Art Commission Rates Compared — What Platforms Really Charge
By Herehood Team
A clear comparison of commission rates across art platforms. What artists actually keep after fees on Etsy, Saatchi, Artfinder, Bluethumb, and Herehood.
When you sell a piece of art through a platform, the price the buyer pays and the amount you receive are not the same number. The gap between them is the platform's commission — and it varies significantly depending on where you sell.
This is a straightforward comparison of what the major art platforms charge, what you actually keep, and what else you should consider before choosing where to make your work available.
The numbers
Here is what the most common art platforms charge as of 2026. All figures refer to commission on the sale price. Payment processing fees (typically 2.9% + 30c via Stripe or PayPal) are separate and apply on most platforms.
| Platform | Commission | Listing fee | Subscription | You keep (from a $500 sale, after commission) | |---|---|---|---|---| | Herehood | 10% | Free | Free | ~$450 | | Bluethumb | 22-30% | Free | Free | $350-$390 | | Artfinder | 33% | Free | Free | ~$335 | | Saatchi Art | 35% | Free | Free | ~$325 | | Etsy | 6.5% + listing fees | $0.30 per listing (AUD ~$0.50) | Optional ($13/mo for Plus) | ~$465 (minus listing fees and ad deductions) | | Redbubble / Society6 | Artist sets margin above base price | Free | Free | Varies — often $5-$15 per item | | Traditional gallery | 40-60% | Varies | Sometimes rent | $200-$300 |
A few things to note:
Etsy's headline rate is low, but the real cost is higher. Listing fees, transaction fees, payment processing fees, currency conversion fees, and optional advertising deductions add up. Many artists report an effective rate of 15-20% once everything is factored in.
Print-on-demand platforms work differently. Redbubble and Society6 set a base price for production and shipping, and you add your margin on top. The "commission" is built into the price structure rather than deducted from the sale. These platforms are designed for reproductions, not original works.
Gallery commissions vary widely. Some galleries charge 40%, others charge 60%, and some charge a hanging fee or exhibition rent on top of commission. The relationship with a gallery often includes curatorial support, marketing, and opening events — which is part of what you are paying for.
What the commission is supposed to cover
A platform commission funds the infrastructure that makes the sale possible — the technology, payment processing, dispute handling, and the audience that finds your work. In theory, a higher commission should mean more services.
In practice, the relationship between commission rate and value delivered is not always proportional. Some platforms charge 35% and provide meaningful marketing, curatorial support, and a large audience of collectors. Others charge a similar rate and provide a listing page.
The question worth asking is not just "what do they charge?" but "what do I get in return, and does the price reflect the value?"
What else matters besides commission
Commission is important, but it is one factor among several.
Visibility model. How does the platform decide which artists get seen? Some platforms surface work based on sales volume or paid promotion — which means new and emerging artists are structurally disadvantaged. Others use algorithms designed to distribute visibility more equitably. On Herehood, the discovery algorithm prioritises freshness, diversity, and a degree of randomness. It never sorts by sales.
Audience. A 10% commission on a platform with no visitors is worse than a 30% commission on one with a large, engaged audience. Consider whether the platform's audience overlaps with the kind of people who connect with your work.
Costs beyond commission. Listing fees, subscription tiers, featured placement fees, advertising deductions — these all reduce what you actually earn. Platforms that advertise a low headline commission but charge for visibility or priority placement may end up costing more than platforms with a higher flat commission and no additional fees.
Creative control. Can you present your work the way you want to? Do you set your own prices? Can you choose which pieces to display and when? Some platforms impose pricing guidelines, mandatory discounts, or standardised presentation that limits how your work is experienced.
Values alignment. Who built the platform, and why? A platform designed to extract maximum revenue from creative work is a fundamentally different proposition from one designed to support the creative community. This is not a superficial difference — it shapes every decision the platform makes about features, pricing, and priorities.
A note on "free" platforms
Some platforms charge no commission at all and rely on advertising, data, or premium subscriptions for revenue. This is not inherently good or bad, but it is worth understanding. If the platform does not charge you or the buyer, then you or your audience may be the product in some other way — through data collection, targeted advertising, or attention-harvesting mechanisms.
A transparent commission model, where you know exactly what you are paying and what it covers, is often simpler and more honest than a "free" model with hidden costs.
Making a choice
There is no single right answer. Some artists sell through multiple channels simultaneously. Others choose one platform and invest in building a presence there. The right choice depends on your work, your audience, your values, and how much of the selling process you want to manage yourself.
What matters most is that you understand what you are paying, what you are getting, and that the arrangement respects the work you put in.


__Work instruction__: Print each line below verbatim, skipping every picture.
Top of Supplied data
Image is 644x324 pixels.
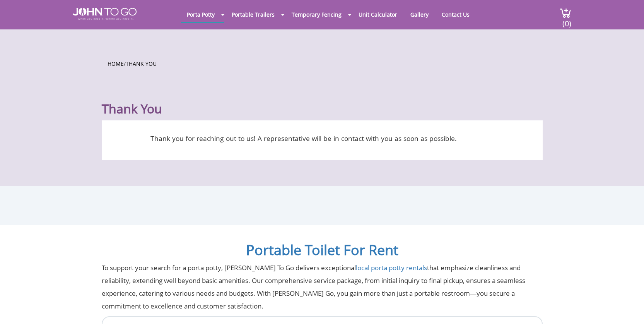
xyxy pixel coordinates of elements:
[102,262,543,312] p: To support your search for a porta potty, [PERSON_NAME] To Go delivers exceptional that emphasize...
[405,7,434,22] a: Gallery
[73,8,136,20] img: JOHN to go
[107,60,124,67] a: Home
[562,12,571,29] span: (0)
[353,7,403,22] a: Unit Calculator
[246,241,398,259] a: Portable Toilet For Rent
[113,132,495,145] p: Thank you for reaching out to us! A representative will be in contact with you as soon as possible.
[560,8,571,18] img: cart a
[181,7,221,22] a: Porta Potty
[286,7,347,22] a: Temporary Fencing
[102,82,543,117] h1: Thank You
[107,58,537,68] ul: /
[436,7,475,22] a: Contact Us
[226,7,280,22] a: Portable Trailers
[126,60,157,67] a: Thank You
[356,263,427,272] a: local porta potty rentals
Bottom of Supplied data
__Solved problem__:
Image is 644x324 pixels.
xyxy pixel coordinates of elements:
[102,262,543,312] p: To support your search for a porta potty, [PERSON_NAME] To Go delivers exceptional that emphasize...
[405,7,434,22] a: Gallery
[73,8,136,20] img: JOHN to go
[107,60,124,67] a: Home
[562,12,571,29] span: (0)
[353,7,403,22] a: Unit Calculator
[246,241,398,259] a: Portable Toilet For Rent
[113,132,495,145] p: Thank you for reaching out to us! A representative will be in contact with you as soon as possible.
[560,8,571,18] img: cart a
[181,7,221,22] a: Porta Potty
[286,7,347,22] a: Temporary Fencing
[102,82,543,117] h1: Thank You
[107,58,537,68] ul: /
[436,7,475,22] a: Contact Us
[226,7,280,22] a: Portable Trailers
[126,60,157,67] a: Thank You
[356,263,427,272] a: local porta potty rentals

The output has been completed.